Nuclear power plants are often portrayed as inflexible and incapable of integrating with intermittent renewables. German Green politicians such as Katrin Göring-Eckardt and Bernhard Herrmann argue that nuclear power "clog ups" the grid, and "crowd outs” solar and wind. Here I want to show some data indicating how nuclear output can coexist with, and even complement, variable renewables once we consider the statistical shape of demand and generation, and especially when we add in storage.
Modern reactors can easily load-follow rapidly enough to track hourly swings in demand and renewable generation. But running below nameplate capacity is less economical given nuclear power plant's high capital costs. Luckily nuclear and solar have low correlation, and even better, residual load net of nuclear and residual load net of solar also have low correlation. Intuitively, nuclear power plants keep the lights on at night, solar powers the midday peak.
Be it gets even better. Any intermittent renewable focused system must include storage. Buffers smooth the residual load after scaled nuclear, wind, and solar output are combined. Night-time nuclear surplus can be shifted into the morning ramp, while midday solar surplus can be released during the evening peak. The combined profile often requires less backup or storage than either an all-nuclear or an all-renewable system sized to meet the same annual energy target. In that sense the technologies are complementary rather than competitive; their joint effort means less energy is wasted, less batteries, peaker plants and hydrogen must be constructed.
The scenarios below apply inferred German weather and demand data from Energy Charts, with total demand scaled to the 1,000 TWh projection in Agora Energiewende’s 2045 outlook. The model highlights peak backup requirements rather than full chronological dispatch economics, letting you probe how different nuclear shares influence the magnitude and timing of those peaks.
Data: Underlying data is an estimate of historical weather patterns derived by taking renewable energy generation from energy-charts.info, and dividing by estimated installed capacity. Installed capacity is estimated by taking historical year-end values for each year and doing a linear interpolation. The resulting capacity factors are imperfect, but more or less correct. Load data is supposed to represent demand in a decarbonised Germany and is derived by taking the demand values from the same data source, increasing each day's demand by a factor corresponding to twice the idiosyncratic daily usage averaged over all years, and rescaling so it matches the projected 1000 TWh annual demand from Agora Energiewende's 2045 scenario.
Estimation of capacity: Two steps. One, find the total energy required, and rescale generation to perfectly equal demand. Second, find the distribution of nuclear to renewables. (The ratio of solar to offshore and onshore wind is taken fromt he Agora Energiewende target of Wind offshore: 70 GW, Wind onshore: 145 GW, Solar: 385 GW.) For the latter, installed renewables capacities are simply reduced to (1 - nuclear share), and the residual total generation is then filled with nuclear.
Storage potential and storage/backup consumption: These depict the instantaneous surplus or deficit between scaled generation and load. The displayed backup requirement reflects the maximum surplus or deficit (a peak-based sizing heuristic) rather than a chronological state-of-charge simulation, so it highlights extreme balancing needs instead of time-step-by-time-step storage behavior. Thus, it strongly underestimates demand. It also does not take round-trip efficiencies into account.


| Work order |
Each record should be returned exactly as it is written.

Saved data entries

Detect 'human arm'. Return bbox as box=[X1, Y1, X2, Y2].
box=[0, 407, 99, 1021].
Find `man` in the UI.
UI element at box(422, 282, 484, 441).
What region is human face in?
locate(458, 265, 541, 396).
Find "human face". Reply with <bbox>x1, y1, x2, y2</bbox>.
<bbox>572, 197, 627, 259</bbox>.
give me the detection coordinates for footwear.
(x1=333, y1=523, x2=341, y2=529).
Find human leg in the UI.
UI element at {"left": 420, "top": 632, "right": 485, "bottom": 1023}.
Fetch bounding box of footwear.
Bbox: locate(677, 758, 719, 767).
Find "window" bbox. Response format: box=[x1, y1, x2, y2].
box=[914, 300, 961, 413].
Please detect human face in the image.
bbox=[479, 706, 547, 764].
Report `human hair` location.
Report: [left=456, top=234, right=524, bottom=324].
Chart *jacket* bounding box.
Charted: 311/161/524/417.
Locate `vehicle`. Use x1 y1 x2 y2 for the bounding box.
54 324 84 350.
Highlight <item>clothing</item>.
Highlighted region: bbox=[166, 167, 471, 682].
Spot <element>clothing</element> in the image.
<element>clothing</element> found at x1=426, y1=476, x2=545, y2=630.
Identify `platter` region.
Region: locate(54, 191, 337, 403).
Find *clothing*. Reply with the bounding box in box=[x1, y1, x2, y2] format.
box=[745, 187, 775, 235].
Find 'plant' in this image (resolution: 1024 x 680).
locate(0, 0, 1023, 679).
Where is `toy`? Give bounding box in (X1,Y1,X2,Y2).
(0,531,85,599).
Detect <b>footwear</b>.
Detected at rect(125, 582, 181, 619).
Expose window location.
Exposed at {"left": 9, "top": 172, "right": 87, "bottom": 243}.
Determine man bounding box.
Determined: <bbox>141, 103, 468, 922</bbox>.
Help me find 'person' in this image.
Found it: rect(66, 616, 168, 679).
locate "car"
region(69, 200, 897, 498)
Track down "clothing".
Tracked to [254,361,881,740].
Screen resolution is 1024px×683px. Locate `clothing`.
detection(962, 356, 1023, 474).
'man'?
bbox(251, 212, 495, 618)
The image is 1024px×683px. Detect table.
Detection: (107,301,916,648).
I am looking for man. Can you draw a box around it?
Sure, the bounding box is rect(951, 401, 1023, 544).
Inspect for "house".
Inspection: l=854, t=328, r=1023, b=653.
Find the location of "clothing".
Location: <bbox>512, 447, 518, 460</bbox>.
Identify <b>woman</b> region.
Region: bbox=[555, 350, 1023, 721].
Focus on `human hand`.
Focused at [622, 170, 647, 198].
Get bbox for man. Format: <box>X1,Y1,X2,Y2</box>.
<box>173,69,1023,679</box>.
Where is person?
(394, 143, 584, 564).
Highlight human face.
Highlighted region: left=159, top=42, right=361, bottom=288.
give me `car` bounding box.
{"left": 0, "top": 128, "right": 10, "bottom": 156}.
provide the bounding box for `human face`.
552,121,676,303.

| Completed exercise |
Detect 'human arm'. Return bbox as box=[X1, Y1, X2, Y2].
box=[0, 407, 99, 1021].
Find `man` in the UI.
UI element at box(422, 282, 484, 441).
What region is human face in?
locate(458, 265, 541, 396).
Find "human face". Reply with <bbox>x1, y1, x2, y2</bbox>.
<bbox>572, 197, 627, 259</bbox>.
give me the detection coordinates for footwear.
(x1=333, y1=523, x2=341, y2=529).
Find human leg in the UI.
UI element at {"left": 420, "top": 632, "right": 485, "bottom": 1023}.
Fetch bounding box of footwear.
Bbox: locate(677, 758, 719, 767).
Find "window" bbox. Response format: box=[x1, y1, x2, y2].
box=[914, 300, 961, 413].
Please detect human face in the image.
bbox=[479, 706, 547, 764].
Report `human hair` location.
Report: [left=456, top=234, right=524, bottom=324].
Chart *jacket* bounding box.
Charted: 311/161/524/417.
Locate `vehicle`. Use x1 y1 x2 y2 for the bounding box.
54 324 84 350.
Highlight <item>clothing</item>.
Highlighted region: bbox=[166, 167, 471, 682].
Spot <element>clothing</element> in the image.
<element>clothing</element> found at x1=426, y1=476, x2=545, y2=630.
Identify `platter` region.
Region: locate(54, 191, 337, 403).
Find *clothing*. Reply with the bounding box in box=[x1, y1, x2, y2] format.
box=[745, 187, 775, 235].
Find 'plant' in this image (resolution: 1024 x 680).
locate(0, 0, 1023, 679).
Where is `toy`? Give bounding box in (X1,Y1,X2,Y2).
(0,531,85,599).
Detect <b>footwear</b>.
Detected at rect(125, 582, 181, 619).
Expose window location.
Exposed at {"left": 9, "top": 172, "right": 87, "bottom": 243}.
Determine man bounding box.
Determined: <bbox>141, 103, 468, 922</bbox>.
Help me find 'person' in this image.
Found it: rect(66, 616, 168, 679).
locate "car"
region(69, 200, 897, 498)
Track down "clothing".
Tracked to [254,361,881,740].
Screen resolution is 1024px×683px. Locate `clothing`.
detection(962, 356, 1023, 474).
'man'?
bbox(251, 212, 495, 618)
The image is 1024px×683px. Detect table.
Detection: (107,301,916,648).
I am looking for man. Can you draw a box around it?
Sure, the bounding box is rect(951, 401, 1023, 544).
Inspect for "house".
Inspection: l=854, t=328, r=1023, b=653.
Find the location of "clothing".
Location: <bbox>512, 447, 518, 460</bbox>.
Identify <b>woman</b> region.
Region: bbox=[555, 350, 1023, 721].
Focus on `human hand`.
Focused at [622, 170, 647, 198].
Get bbox for man. Format: <box>X1,Y1,X2,Y2</box>.
<box>173,69,1023,679</box>.
Where is person?
(394, 143, 584, 564).
Highlight human face.
Highlighted region: left=159, top=42, right=361, bottom=288.
give me `car` bounding box.
{"left": 0, "top": 128, "right": 10, "bottom": 156}.
provide the bounding box for `human face`.
552,121,676,303.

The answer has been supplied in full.